A severe episode of drought in Doñana National Park (Spain), coinciding with a harsh winter, marked the beginning of a research study led by ecologist Maria Paniw, co-authored by CREAF researcher Francisco Lloret and fellow researcher Enrique de la Riva.
Climate change is making forests all over the world more vulnerable to drought, causing tree mortality episodes with serious ecological and social consequences. As yet, the traits of the vegetation replacing trees that have died as a result of drought are not known.
Recently, my friend Paul Zedler raised a question between insidious and philosophical: our scientific procedure based on searching for processes and establishing causal relationships, has no significance unless it translates into actions. I had no other option than accept the premise, otherwise I would get exposed at the top of the infamous ivory tower.
For Ramon Margalef, in the centenary of his birth. Why do not we find ecosystems in the atmosphere, as in oceans and continents? In the atmosphere, spores, pollen grains and micro-organisms float, most of them expelled from soils. But trophic networks are not established, nor are there large flows of energy and matter controlled by living beings.
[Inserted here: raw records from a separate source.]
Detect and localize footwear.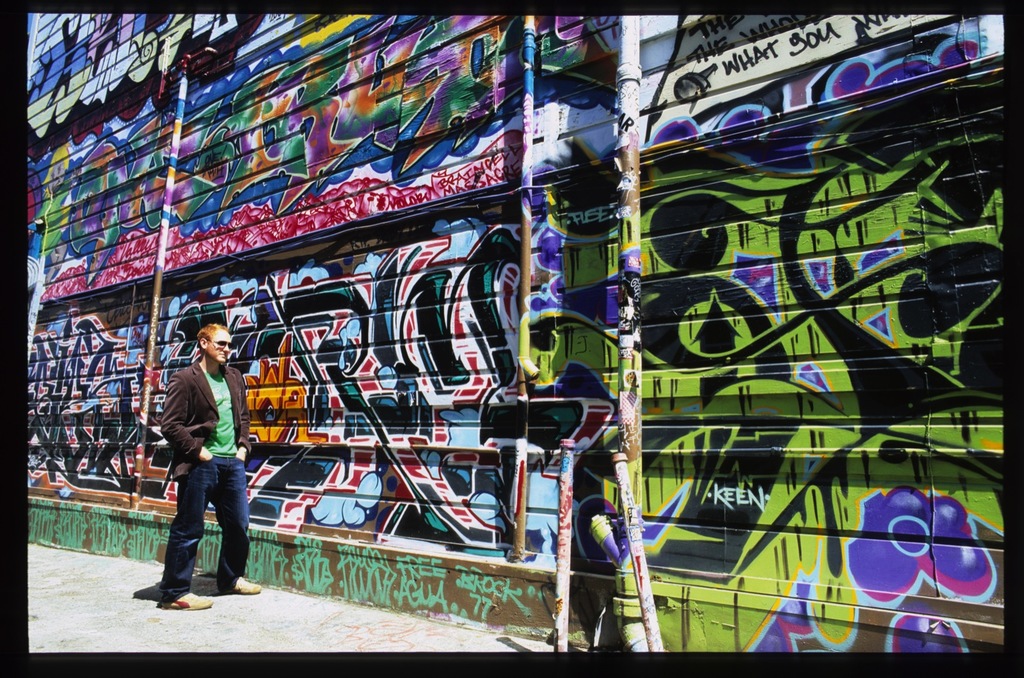
Localized at [230,576,260,595].
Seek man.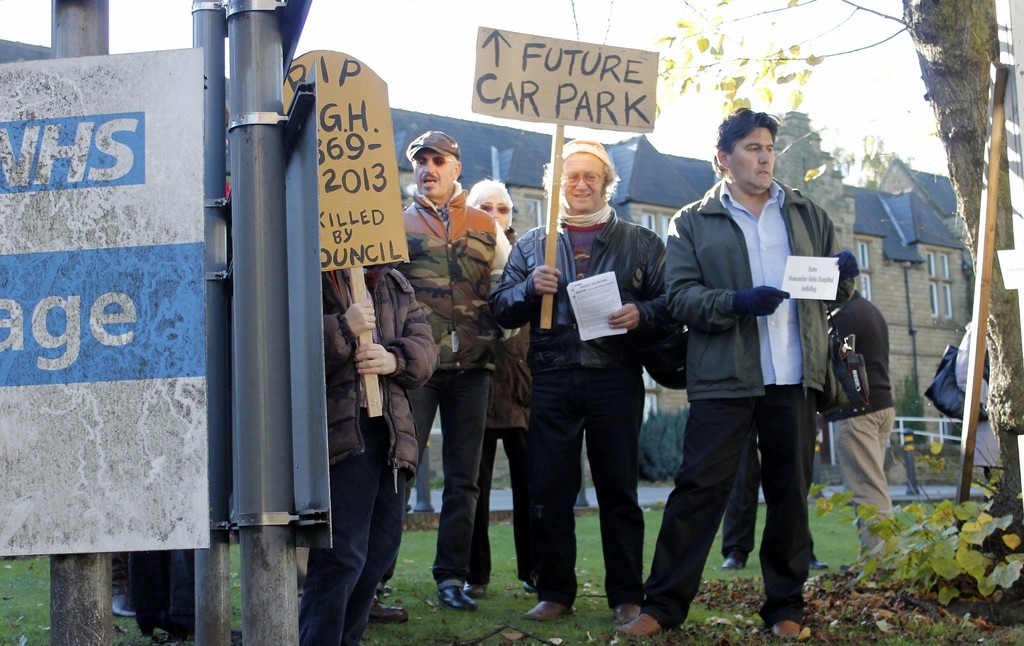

SIBECOL is a scientific entity created in 2018 promoted by the Spanish Association for Terrestrial Ecology (AEET), the Iberian Association of Limnology (AIL), the Portuguese Ecological Society (SPECO) and the Spanish Society of Ethology and Evolutionary Ecology (SEEEE). The conference coincides with the hundredth anniversary of the birth of Professor Ramon Margalef.
The new association, SIBECOL, was constituted in an institutional event held on Monday, July 2, at the headquarters of the Institute of Marine Sciences (ICM-CSIC) in Barcelona.
Scientists consider it key to understand why droughts kill so many trees and the influence of local forest histories on tree mortality. They also warn that we know very little about the joined effects of different disturbances on each ecosystem, and highlight the necessity to plan research projects covering more time and space.